BEC seeking incentives from NBTC

BEC seeking incentives from NBTC

BEC World Plc, the operator of Channel 3, wants the telecom regulator to offer some incentives such as a licence fee reduction to help its analogue channel migrate to the digital system.

It made the appeal after a dispute with the National Broadcasting and Telecommunications Commission (NBTC), which wants to apply the amended must-carry rule and encourage six analogue channels to migrate to air digitally. 

Those who do not want to migrate to digital signals can do so, but their status will be changed to pay TV and their advertising airtime will be reduced to six minutes per hour, half that of free TV channels.

On Wednesday, the Central Administrative Court dismissed BEC's request to seek exemption for the rule. The NBTC has given Channel 3 analogue until Sept 1 to change to the digital system.

The court still plans to consider whether the NBTC order is lawful. Channel 3 analogue said its free TV status must be maintained as it has a concession to broadcast in the analogue system until 2020.

"We don't want to delay the country's digitisation," said Surin Krittayapongpan, an executive vice-president of BEC World.

The listed broadcaster now has three digital and one analogue channels.

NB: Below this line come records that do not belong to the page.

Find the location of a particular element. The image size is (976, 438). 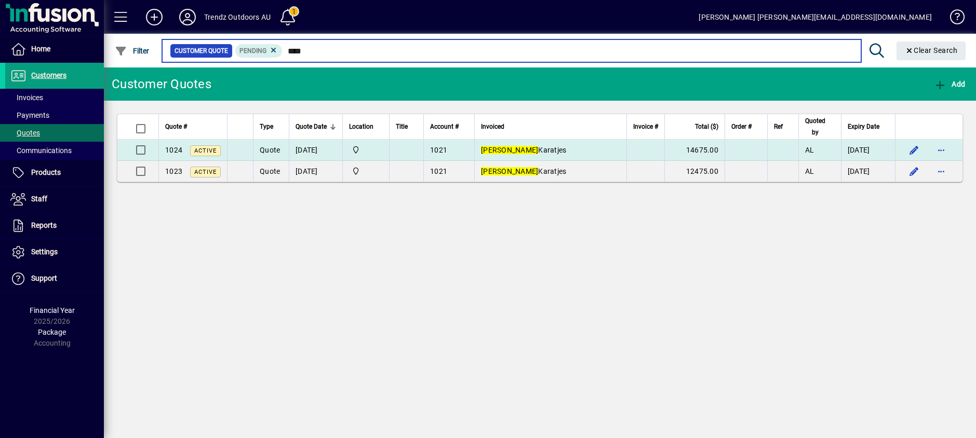

span: Invoice # is located at coordinates (646, 127).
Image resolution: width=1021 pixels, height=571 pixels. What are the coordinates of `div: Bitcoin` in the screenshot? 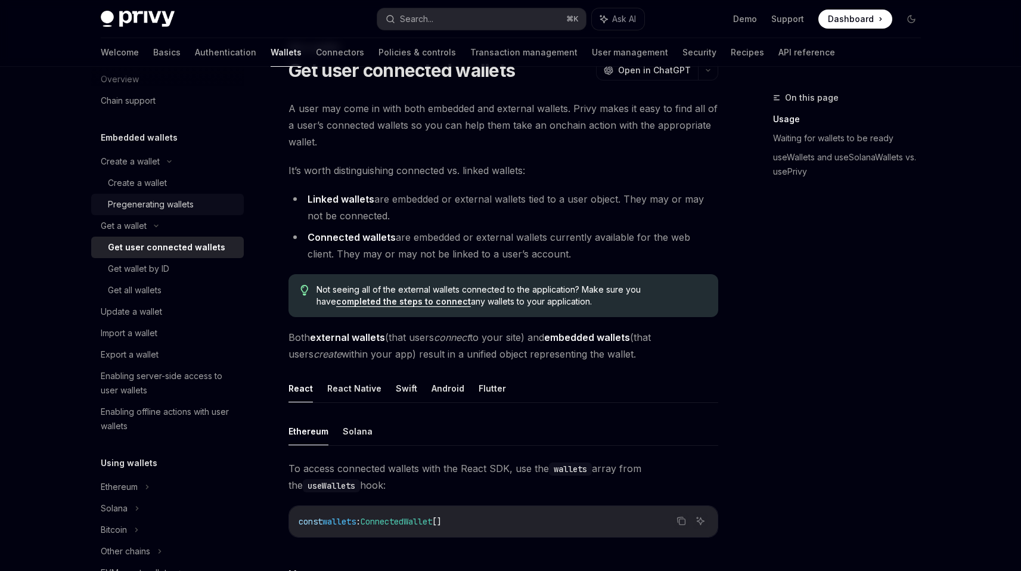 It's located at (114, 530).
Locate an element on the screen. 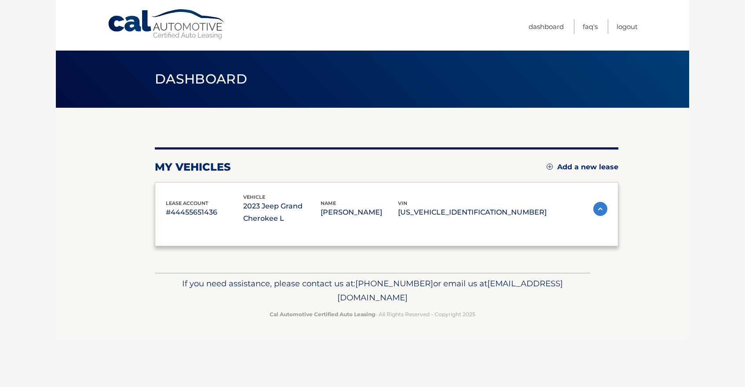 The image size is (745, 387). h2: my vehicles is located at coordinates (193, 167).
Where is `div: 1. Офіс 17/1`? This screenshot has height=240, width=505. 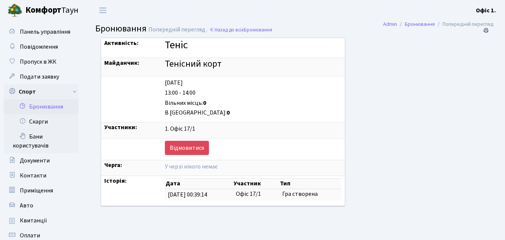 div: 1. Офіс 17/1 is located at coordinates (253, 129).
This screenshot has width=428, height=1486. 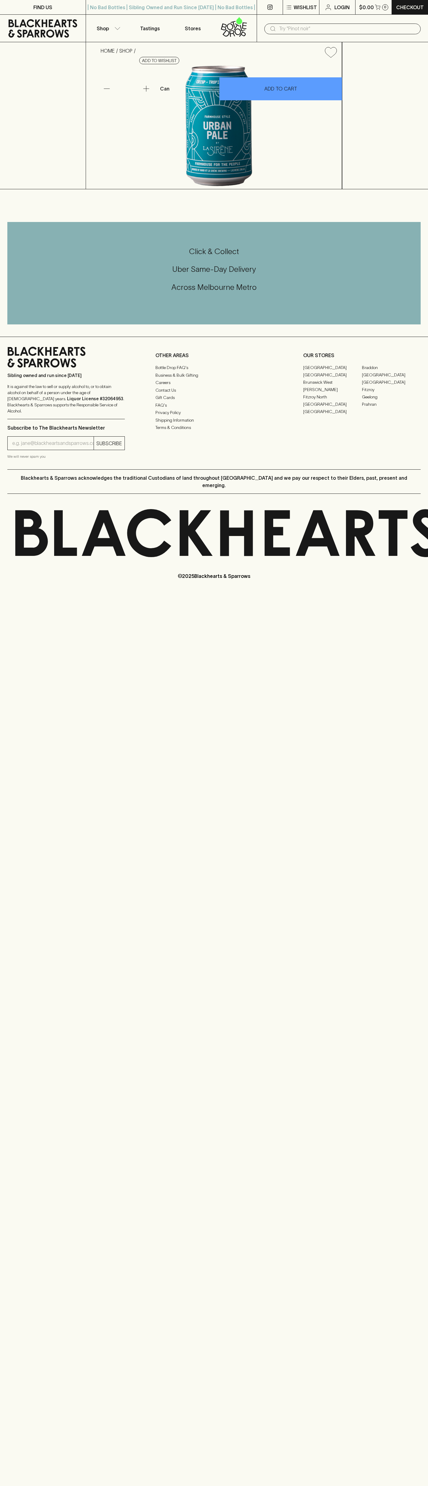 I want to click on h5: Uber Same-Day Delivery, so click(x=214, y=269).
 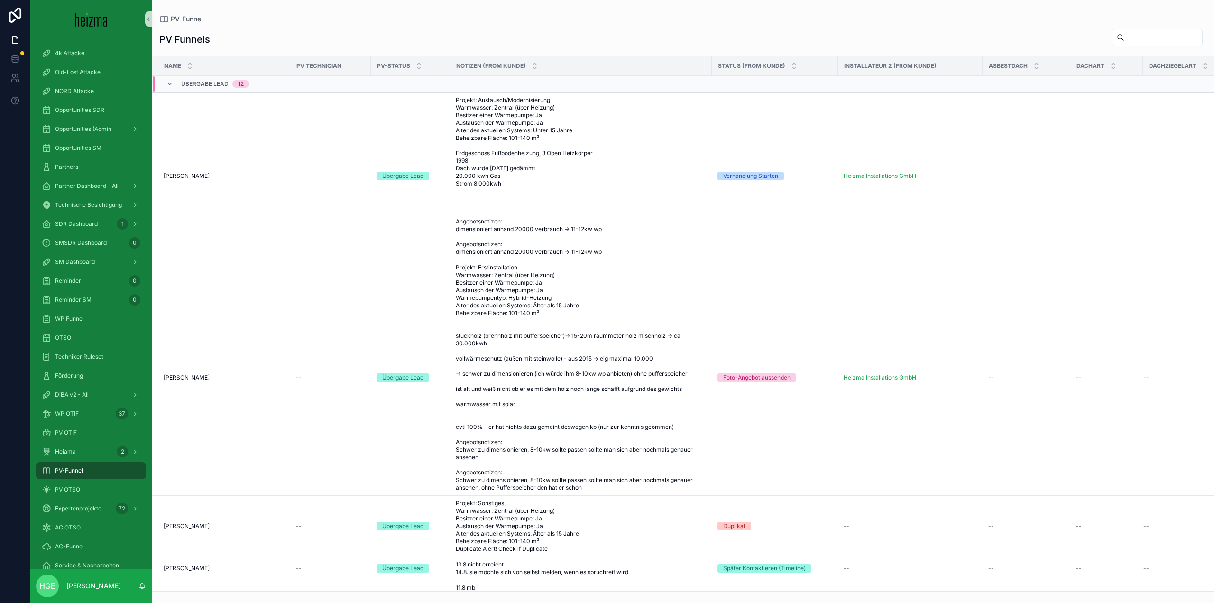 I want to click on span: Opportunities SDR, so click(x=80, y=110).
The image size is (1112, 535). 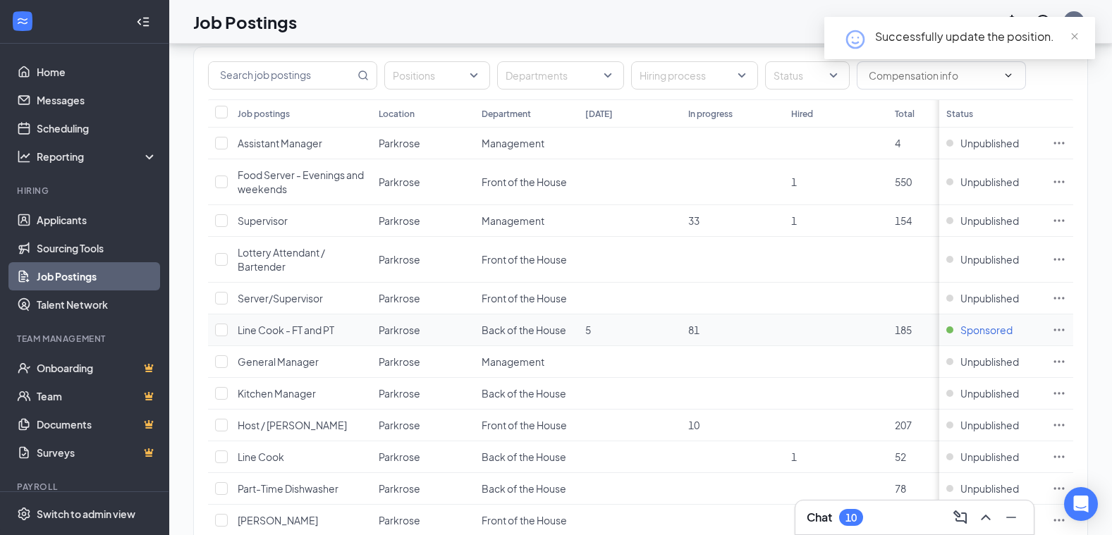 I want to click on input: Compensation info, so click(x=933, y=75).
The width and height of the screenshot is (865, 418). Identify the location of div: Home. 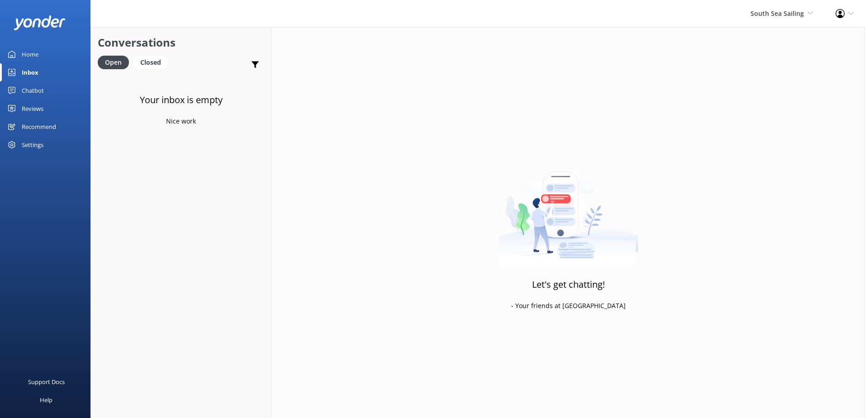
(30, 54).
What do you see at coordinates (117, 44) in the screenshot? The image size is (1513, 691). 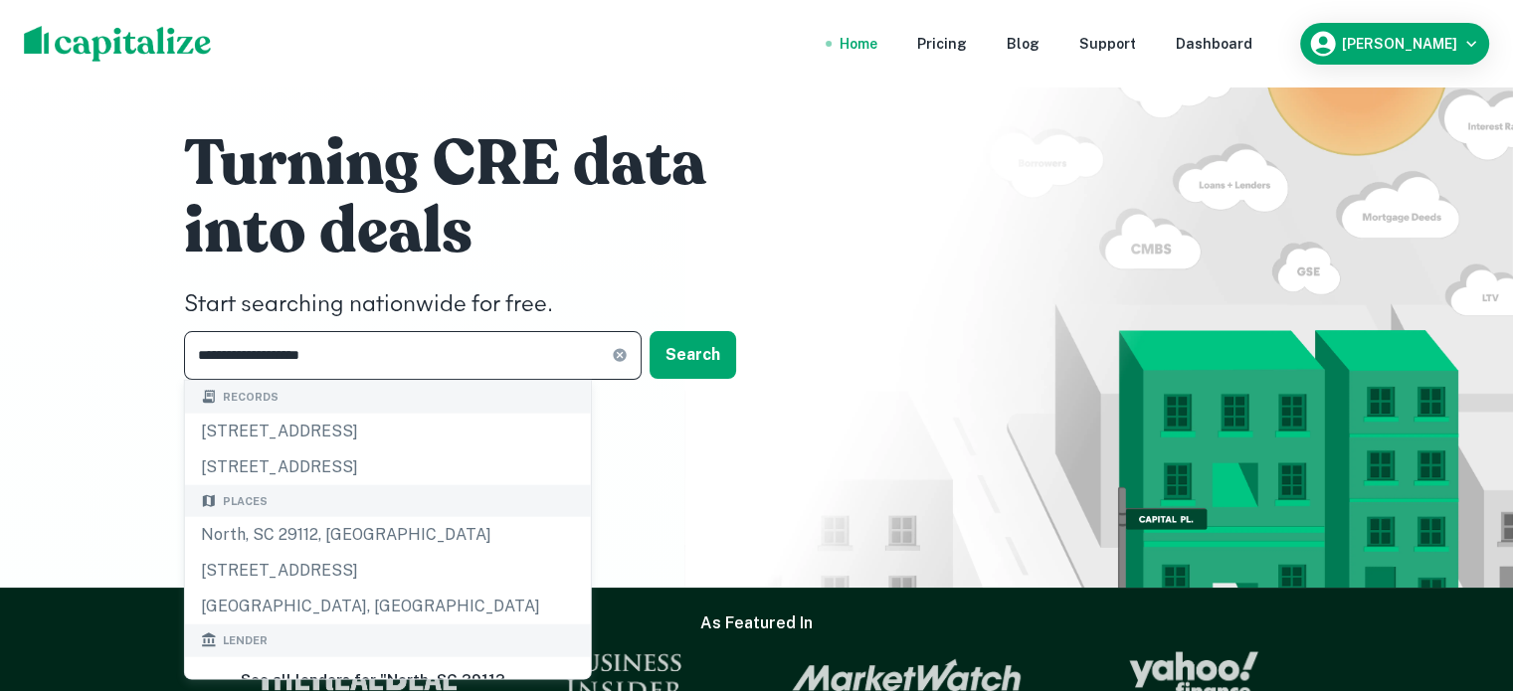 I see `img: capitalize-logo.png` at bounding box center [117, 44].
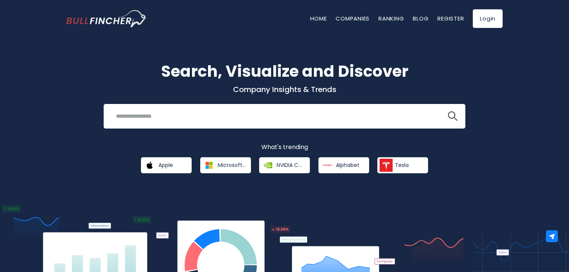  Describe the element at coordinates (403, 165) in the screenshot. I see `a: Tesla` at that location.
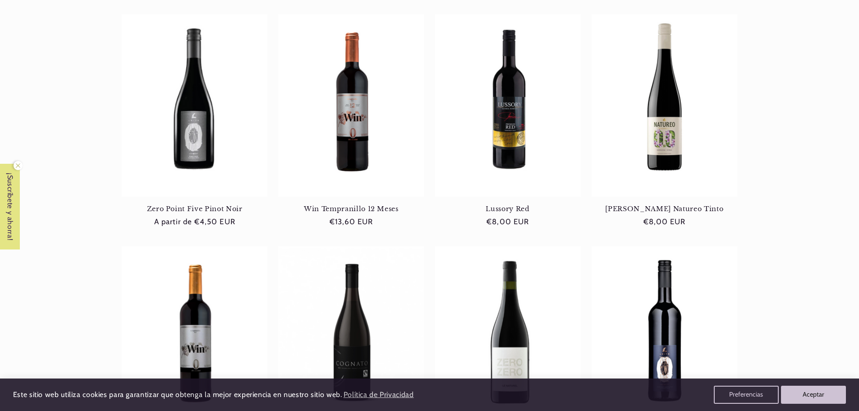 The image size is (859, 411). I want to click on span: Este sitio web utiliza cookies para garantizar que obtenga la mejor experiencia en nuestro sitio ..., so click(178, 394).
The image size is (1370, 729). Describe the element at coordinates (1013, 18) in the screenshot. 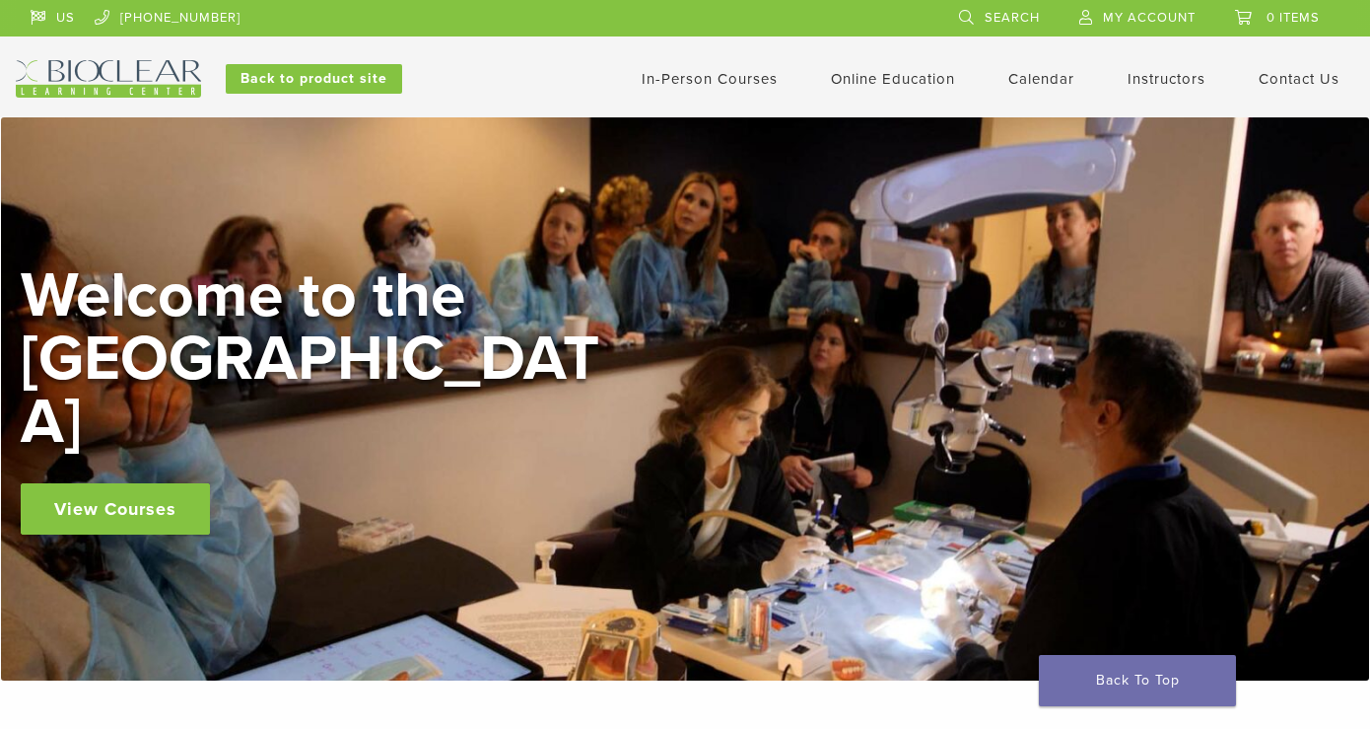

I see `span: Search` at that location.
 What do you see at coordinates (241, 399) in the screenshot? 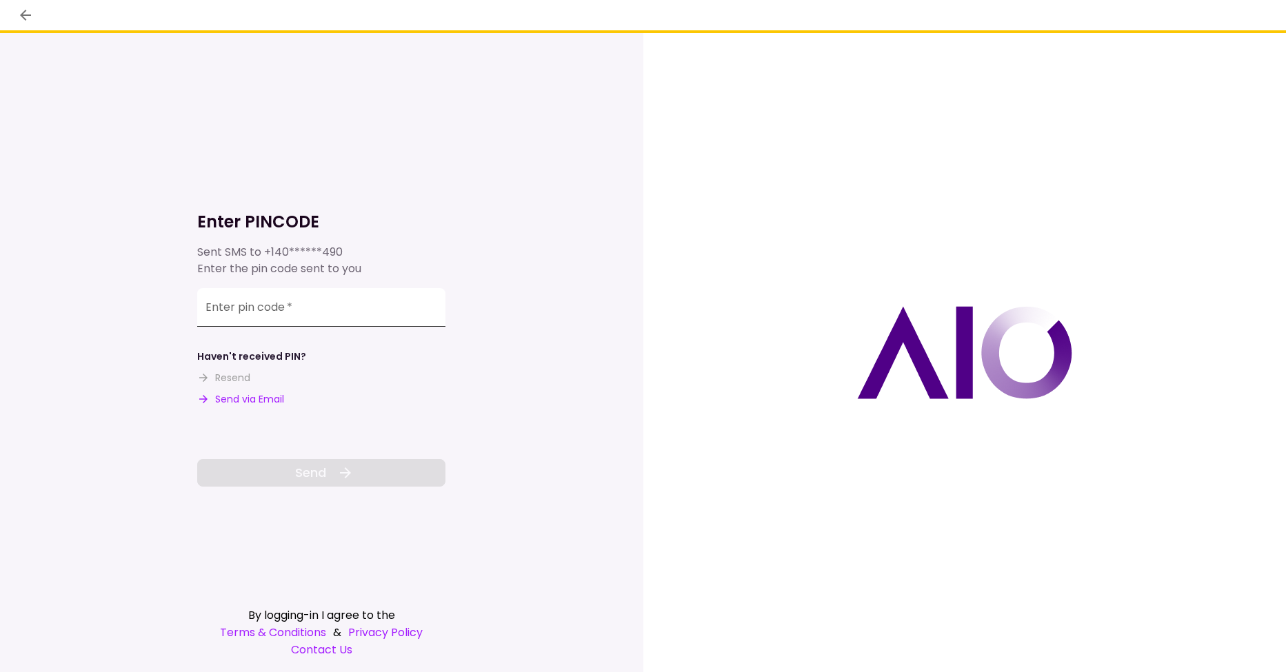
I see `button: Send via Email` at bounding box center [241, 399].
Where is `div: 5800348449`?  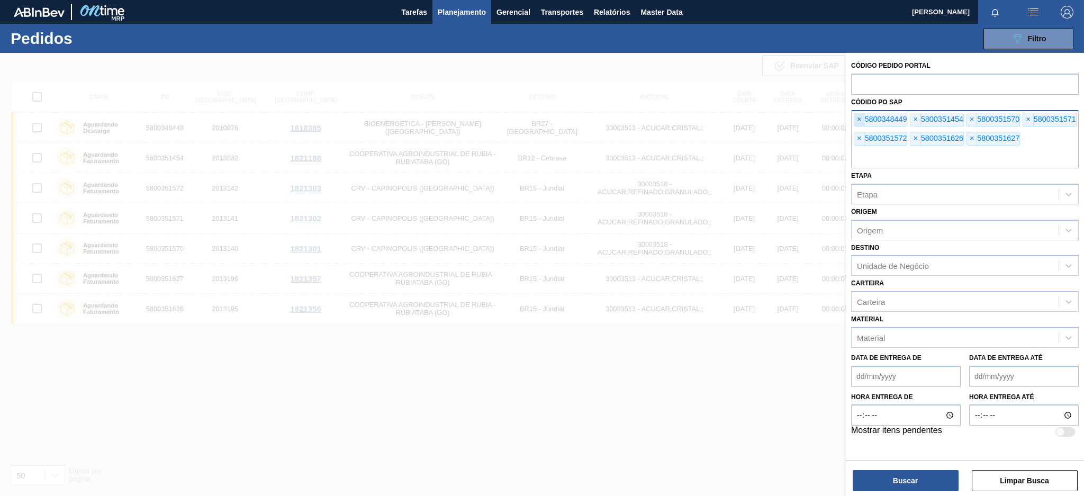 div: 5800348449 is located at coordinates (880, 120).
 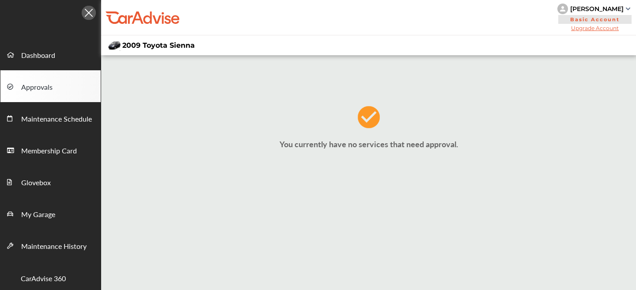 What do you see at coordinates (57, 119) in the screenshot?
I see `span: Maintenance Schedule` at bounding box center [57, 119].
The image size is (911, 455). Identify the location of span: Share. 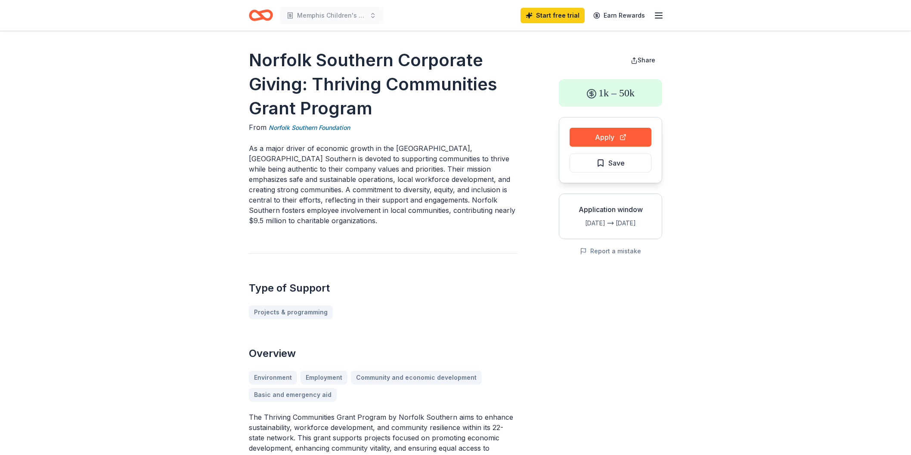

The expansion to three digital channels is because it wants to avoid airtime limitations.

"We want to take two or three years to make sure the digital platform is secure enough before migrating our valuable content from the analogue channel," said Mr Surin.

"We know that Channel 3 analogue cannot withstand the changing stream of technology and the analogue broadcast will fade in the near future.''

Its analogue content costs a minimum of 400,000 to 500,000 baht per half-hour tape, while soap operas cost 2-3 million baht per episode. The channel will migrate to air digitally once the digital platform has proven itself efficient enough to deal with the viewership.

Mr Surin said BEC World must keep Channel 3 analogue because its revenue would help the company to meet its financial projections and profitability as a listed company.

BEC World may see falling profits this year from last year's 5.6 billion baht due to the higher licence fees for three digital TV channels, roughly 700 million, while its revenue is likely to be on a par with last year's 16.7 billion.

The company has to pay concession fees of 200 million baht per year to MCOT Plc. Its concession will end in 2020.

BEC World and the NBTC must discuss ways to solve the dispute and initiate some incentives, said Mr Surin.